Two people clearly in passionate love with each other, connected by a spiritual bond of mythical proportion, right? Yeah, maybe. But Lancelot is weeping because he understands the depth of the betrayal he is committing.

No depth of passion excuses the cuckolding of a king.

A king is representative of his country. In the old days, the king was addressed as if he were the country itself. Besides, Arthur was Lancelot’s friend, and a trusting friend, unsuspicious of any wrongdoing. Lancelot cucks the king, and he cucks the country in the process, as well as committing betrayal against the trust that his friend had placed in him. The repercussion of this passionate adulterous coupling is a legitimate, actual division of the kingdom.

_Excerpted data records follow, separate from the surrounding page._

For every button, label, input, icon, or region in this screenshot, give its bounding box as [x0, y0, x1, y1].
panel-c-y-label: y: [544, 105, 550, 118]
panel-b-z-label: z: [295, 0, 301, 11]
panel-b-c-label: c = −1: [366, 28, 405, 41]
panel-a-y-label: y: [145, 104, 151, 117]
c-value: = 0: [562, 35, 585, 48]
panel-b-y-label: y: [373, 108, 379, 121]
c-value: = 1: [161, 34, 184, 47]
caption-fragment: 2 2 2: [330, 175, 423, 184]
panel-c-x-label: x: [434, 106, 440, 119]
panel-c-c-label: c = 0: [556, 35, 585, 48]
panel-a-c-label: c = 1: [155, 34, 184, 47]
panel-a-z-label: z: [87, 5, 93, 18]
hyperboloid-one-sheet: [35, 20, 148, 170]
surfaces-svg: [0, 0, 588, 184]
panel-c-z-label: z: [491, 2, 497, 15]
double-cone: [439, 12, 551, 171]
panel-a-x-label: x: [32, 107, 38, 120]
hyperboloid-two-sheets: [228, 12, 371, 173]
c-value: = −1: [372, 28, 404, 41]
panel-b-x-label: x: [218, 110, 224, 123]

Lancelot’s constant pedestalizing of Guinevere as the ideal woman resulted in a lessening of inhibitions when he was tested with fire, or in this case, Guinevere’s closeness and warmth. In Steinbeck’s book, on the last page of Lancelot’s story, I have placed a sticky note. It says: The moral of Lancelot’s story is that focus on a desire over long periods of time leads one to lose barriers against pursuing that desire. Losing those barriers means that one might commit regrettable actions – say, adultery with a queen – and the punishment of that adultery might mean the destruction of a kingdom.

I find it interesting that Lancelot was an example of a knight who perfected the ideal of courtly love: He pedestalized a deserving woman, served her with his all even though he could not consummate his love, and did not sleep with or become romantically involved with other women. This courtly ideal may have been strived for, but other knights commonly took advantage of sexual liaisons when they were available. 
Only Lancelot was truly true … until the explosive point that he wasn’t. That tells me that the ideals of courtly love were most effective in a society that regularly settled for less. I’m not saying that Lancelot should have gotten himself laid like the other knights, but that it may have prevented a civil war if he’d just found himself a nice, NON-epitome-of-womanly-perfection girl and given up his constant refusal of women’s sexual offers on the basis that his heart was Guinevere’s.

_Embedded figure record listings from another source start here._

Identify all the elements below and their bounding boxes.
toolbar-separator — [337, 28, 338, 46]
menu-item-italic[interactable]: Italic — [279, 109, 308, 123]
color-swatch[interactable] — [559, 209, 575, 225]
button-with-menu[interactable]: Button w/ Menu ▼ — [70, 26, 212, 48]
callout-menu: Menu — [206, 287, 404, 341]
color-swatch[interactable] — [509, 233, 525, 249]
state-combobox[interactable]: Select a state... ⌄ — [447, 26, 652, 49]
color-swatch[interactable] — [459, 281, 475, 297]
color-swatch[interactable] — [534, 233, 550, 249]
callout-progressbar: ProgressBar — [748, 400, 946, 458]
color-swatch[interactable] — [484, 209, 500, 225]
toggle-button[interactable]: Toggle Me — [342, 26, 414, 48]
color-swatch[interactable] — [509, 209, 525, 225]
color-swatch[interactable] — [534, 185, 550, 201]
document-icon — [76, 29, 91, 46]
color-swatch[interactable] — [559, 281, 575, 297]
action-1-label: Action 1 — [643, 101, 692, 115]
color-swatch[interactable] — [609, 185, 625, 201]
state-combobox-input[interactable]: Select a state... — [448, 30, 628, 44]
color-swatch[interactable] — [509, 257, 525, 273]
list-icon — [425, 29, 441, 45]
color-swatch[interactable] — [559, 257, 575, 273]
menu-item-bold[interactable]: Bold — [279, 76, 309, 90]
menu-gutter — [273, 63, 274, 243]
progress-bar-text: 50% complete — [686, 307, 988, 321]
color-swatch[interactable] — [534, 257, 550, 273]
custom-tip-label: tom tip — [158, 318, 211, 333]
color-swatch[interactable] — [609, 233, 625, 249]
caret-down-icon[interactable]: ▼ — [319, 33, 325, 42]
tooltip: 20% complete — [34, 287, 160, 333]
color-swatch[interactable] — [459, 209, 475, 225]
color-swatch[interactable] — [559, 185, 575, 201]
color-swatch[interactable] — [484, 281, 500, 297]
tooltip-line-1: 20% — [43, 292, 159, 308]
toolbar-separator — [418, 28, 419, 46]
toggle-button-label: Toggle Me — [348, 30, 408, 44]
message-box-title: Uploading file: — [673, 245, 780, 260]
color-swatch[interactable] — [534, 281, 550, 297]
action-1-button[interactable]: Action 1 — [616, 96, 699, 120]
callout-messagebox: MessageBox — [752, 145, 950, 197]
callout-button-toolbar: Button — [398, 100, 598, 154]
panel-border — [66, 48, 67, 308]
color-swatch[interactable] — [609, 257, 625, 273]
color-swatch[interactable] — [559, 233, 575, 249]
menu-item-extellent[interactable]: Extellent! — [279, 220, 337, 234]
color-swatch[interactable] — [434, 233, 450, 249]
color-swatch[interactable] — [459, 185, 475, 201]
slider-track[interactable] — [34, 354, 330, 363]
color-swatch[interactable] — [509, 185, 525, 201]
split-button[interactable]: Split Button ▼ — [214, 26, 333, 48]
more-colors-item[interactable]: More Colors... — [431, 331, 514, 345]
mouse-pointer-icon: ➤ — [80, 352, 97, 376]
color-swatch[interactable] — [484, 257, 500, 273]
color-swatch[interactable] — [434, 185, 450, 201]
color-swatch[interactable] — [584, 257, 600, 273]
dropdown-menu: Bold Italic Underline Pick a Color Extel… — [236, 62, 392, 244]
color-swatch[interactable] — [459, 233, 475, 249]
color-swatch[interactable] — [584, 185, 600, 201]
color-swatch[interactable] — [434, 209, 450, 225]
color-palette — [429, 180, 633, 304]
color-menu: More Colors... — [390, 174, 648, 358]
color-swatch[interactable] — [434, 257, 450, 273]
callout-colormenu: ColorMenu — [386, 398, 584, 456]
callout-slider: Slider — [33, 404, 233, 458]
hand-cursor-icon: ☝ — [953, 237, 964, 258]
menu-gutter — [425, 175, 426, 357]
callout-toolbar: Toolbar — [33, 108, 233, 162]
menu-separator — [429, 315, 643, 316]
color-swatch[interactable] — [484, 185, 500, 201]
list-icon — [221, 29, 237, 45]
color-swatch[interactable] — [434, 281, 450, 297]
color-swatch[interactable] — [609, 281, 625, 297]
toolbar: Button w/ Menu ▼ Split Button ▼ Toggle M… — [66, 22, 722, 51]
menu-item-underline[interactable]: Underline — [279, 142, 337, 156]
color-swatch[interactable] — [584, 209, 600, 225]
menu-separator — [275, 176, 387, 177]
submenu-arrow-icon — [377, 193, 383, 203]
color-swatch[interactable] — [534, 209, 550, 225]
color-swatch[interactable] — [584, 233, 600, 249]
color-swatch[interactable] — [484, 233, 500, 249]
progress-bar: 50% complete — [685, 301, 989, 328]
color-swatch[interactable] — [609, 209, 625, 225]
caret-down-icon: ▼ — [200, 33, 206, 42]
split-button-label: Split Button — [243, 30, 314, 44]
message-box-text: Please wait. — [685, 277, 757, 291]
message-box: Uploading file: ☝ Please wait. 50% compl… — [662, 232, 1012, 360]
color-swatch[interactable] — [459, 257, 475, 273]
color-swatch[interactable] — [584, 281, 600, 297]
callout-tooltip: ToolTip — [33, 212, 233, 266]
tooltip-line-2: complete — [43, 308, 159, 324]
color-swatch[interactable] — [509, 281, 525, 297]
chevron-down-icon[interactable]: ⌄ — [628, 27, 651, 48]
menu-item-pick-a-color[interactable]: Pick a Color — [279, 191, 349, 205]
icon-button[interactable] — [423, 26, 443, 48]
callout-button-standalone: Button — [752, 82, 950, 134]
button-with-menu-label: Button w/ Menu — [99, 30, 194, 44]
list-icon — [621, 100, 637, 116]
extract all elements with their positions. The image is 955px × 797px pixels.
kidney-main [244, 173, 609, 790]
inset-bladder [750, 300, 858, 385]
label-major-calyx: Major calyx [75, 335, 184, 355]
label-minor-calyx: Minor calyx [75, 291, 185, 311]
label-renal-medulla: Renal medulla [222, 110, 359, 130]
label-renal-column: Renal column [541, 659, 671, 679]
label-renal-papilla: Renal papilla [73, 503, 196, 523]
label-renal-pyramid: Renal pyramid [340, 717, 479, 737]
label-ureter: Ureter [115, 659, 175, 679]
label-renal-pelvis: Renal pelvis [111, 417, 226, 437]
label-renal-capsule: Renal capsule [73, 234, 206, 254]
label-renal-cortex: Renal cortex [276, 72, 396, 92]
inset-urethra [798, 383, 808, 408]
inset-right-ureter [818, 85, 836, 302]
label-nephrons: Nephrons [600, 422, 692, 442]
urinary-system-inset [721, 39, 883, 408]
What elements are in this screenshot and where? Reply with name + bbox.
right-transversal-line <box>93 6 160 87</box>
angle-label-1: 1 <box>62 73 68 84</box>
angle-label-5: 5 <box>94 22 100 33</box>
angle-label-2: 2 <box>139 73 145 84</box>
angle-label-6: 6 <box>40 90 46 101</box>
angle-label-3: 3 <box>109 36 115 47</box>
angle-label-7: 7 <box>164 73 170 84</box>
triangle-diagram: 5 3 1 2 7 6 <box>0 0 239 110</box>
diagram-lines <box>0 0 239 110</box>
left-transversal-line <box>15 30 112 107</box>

Of course, to be fair, we must examine Guinevere’s misbehavior as well, since, at least in this story, she is the provoker and makes the first move, by taking him into her chamber. I have thought of her possible barrenness at this point in the story: she had borne no children for the king, and the pressure a queen would feel from that might loosen her inhibitions about starting an affair with a man who idolized her without expecting children from her in return. Lancelot’s idealization of her as the perfect woman would have been refreshing to her, who had produced no children, as opposed to Arthur, whose presence would remind her of her duties in providing an heir. This possibility is outlined nowhere in the story, but it is my pleasure to infer things from the story to try to understand Guinevere’s position. To a woman who feels herself flawed, a man adoring her as perfect is an attractive prospect.


We do not typically blame the object of adoration for the adorer’s actions, but in this case, Guinevere was responsible as a ruler, and as the spouse of a ruler, to keep her kingdom’s best interests at the top of her priorities. She knew the disarray adultery could spark in a royal household. It is naïve to think that she did not comprehend Lancelot’s desire; she entertained it, and even if she didn’t encourage it, she didn’t take serious steps to discourage adulterous action.

I cannot claim to be someone who has been in a situation even slightly like this, or to have felt earth-shattering passion for another person. But I can understand the ancient anxiety of the warrior king leaving his wife with his friend, and I can understand, as a woman, the message to myself. It is this: do not risk the kingdom for your own pleasure. We often cannot help the way we feel, but we can always control the way we act.